* Aim of the exercise: Starting with the line that includes "pixels, height=531 pixels.", write out every remaining line of the records below exactly as it appears, leaving out any images.

* Collected data:
^^^^
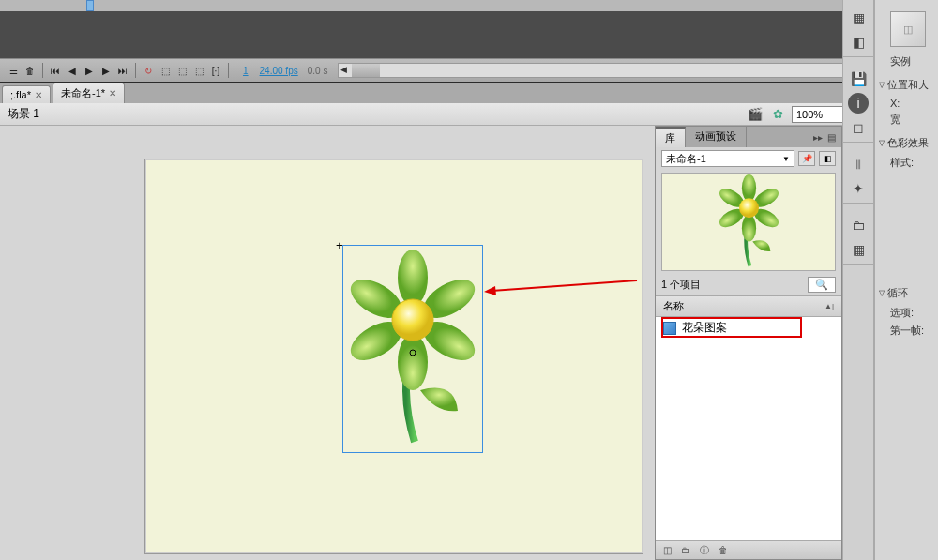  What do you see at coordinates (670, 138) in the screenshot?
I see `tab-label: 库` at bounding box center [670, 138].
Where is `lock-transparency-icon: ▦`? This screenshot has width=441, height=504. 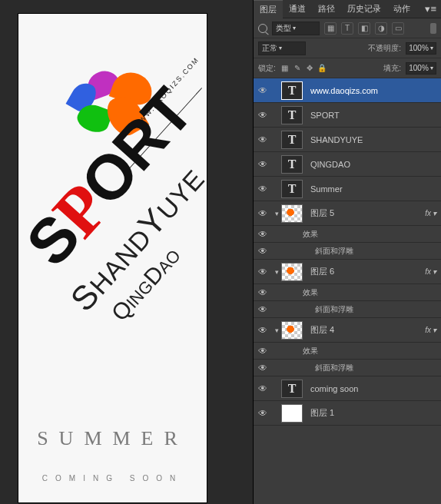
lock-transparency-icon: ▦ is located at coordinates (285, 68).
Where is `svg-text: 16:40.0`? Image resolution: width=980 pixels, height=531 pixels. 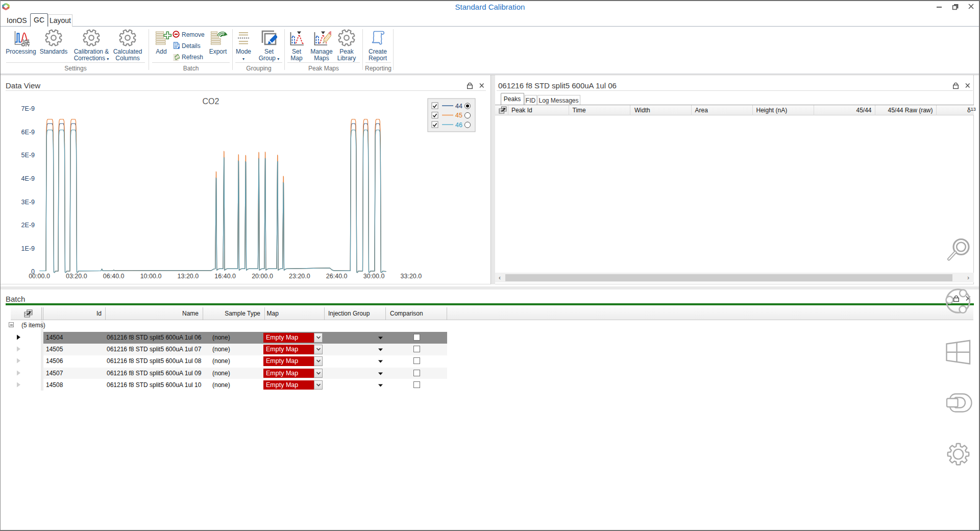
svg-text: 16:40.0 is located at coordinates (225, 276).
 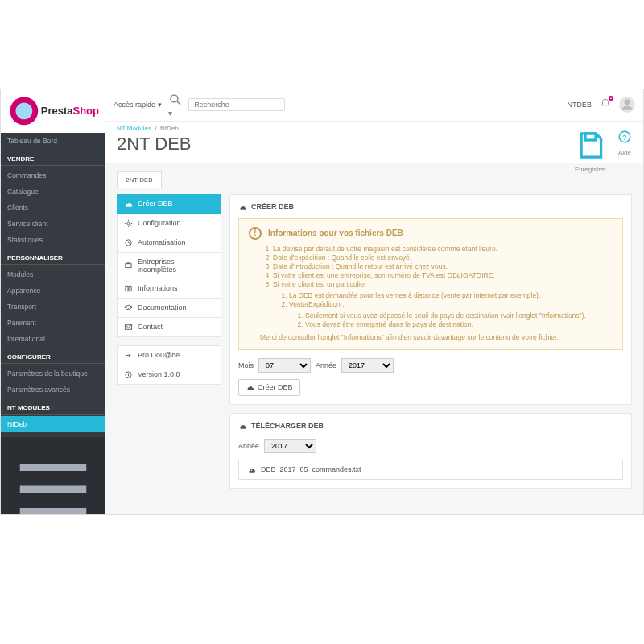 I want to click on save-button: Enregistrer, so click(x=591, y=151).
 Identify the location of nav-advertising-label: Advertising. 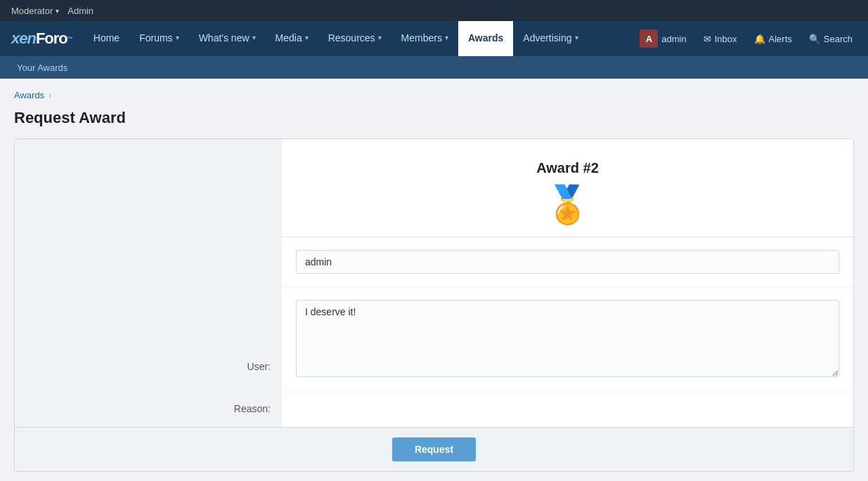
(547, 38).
^^^^
* Answer box:
Where is `svg-text: 16:40.0`? Image resolution: width=980 pixels, height=531 pixels. 
svg-text: 16:40.0 is located at coordinates (225, 276).
  I want to click on save-button: Enregistrer, so click(x=591, y=151).
 Identify the location of nav-advertising-label: Advertising. 
(547, 38).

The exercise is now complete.